CRALLÉ
Travel Photographer / Visual Story Teller
chasing the essence
info@garycralle.com | Images & text © 2024 Gary Crallé | All rights reserved
Perky Peterborough (Ptbo)
“Tart me up!” Now there’s a request you don’t get every day — especially from a tourist board.
It’s a genuine offering, though, from the little city of Peterborough, Ontario where culinary delights are becoming a trademark.
Butter tarts are favoured across Canada, but they just seem to taste better in small communities. Maybe it’s because they’re made with a spoonful of old-fashioned love, just like at home. Anyway, 90 minutes north and east of Toronto, Kawartha and Northumberland counties have cooked up a mouth watering butter tart driving tour. Tasty and fun? You betcha.
The idea reveals something else about the town: Ptbo is reinventing its charms. Beyond the familiar franchise icons dotting the landscape are independent entrepreneurs contributing to a resurgent pride in local history, culture and cuisine.
Home-grown quality is exploding. You can see it in a small but growing number of eateries nourished within an energetic farm-to-table culinary culture.
There are downtown tours by foot and by fork, July to October, a Saturday farmers market with lots of local foods plus restaurants near and up to 45 minutes drive away in the surrounding Kawartha region.

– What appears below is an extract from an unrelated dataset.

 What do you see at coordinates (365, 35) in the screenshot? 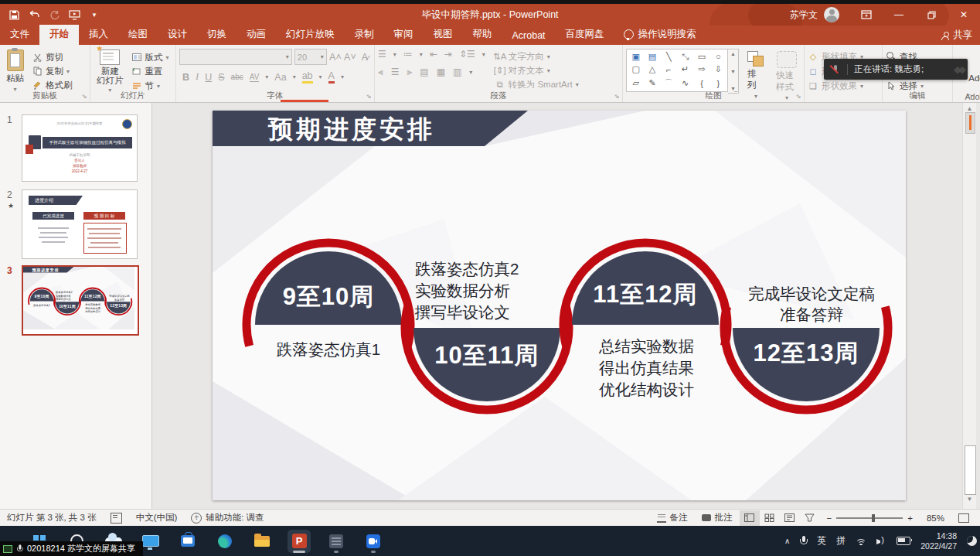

You'll find everything from pulled pork burgers and local garlic to cakes, Belgian chocolate and fruit wines, from cycling tours to indoor and outdoor theatre, galleries to wedding cakes, goat milk products to Lang Pioneer Village.
But it's water that made this town — in several ways. It was one of the first places in Canada to get hydro-electric power (It's not called the electric light town for nothing). Edison General Electric Company lived here (and still does, as G.E. Canada). So does Quaker Oats. And Parks Canada has its Ontario Waterways HQ here.
The 286 km Trent-Severn Waterway flows through Ptbo in a spectacular way via the world's highest hydraulic lift locks--- a giant bathtub of sorts hoisting pleasure boats 65 feet into the air and on their way. And finally, the legacy of making fine canoes is preserved in the Canadian Canoe Museum, a nice touch of class.
Peterborough has a ‘Yes I can’ attitude that takes in all sorts of activities. I witnessed that when the town called up resources to nicely host the Annual General Meeting of the Travel Media Association of Canada. This is one cool place to follow.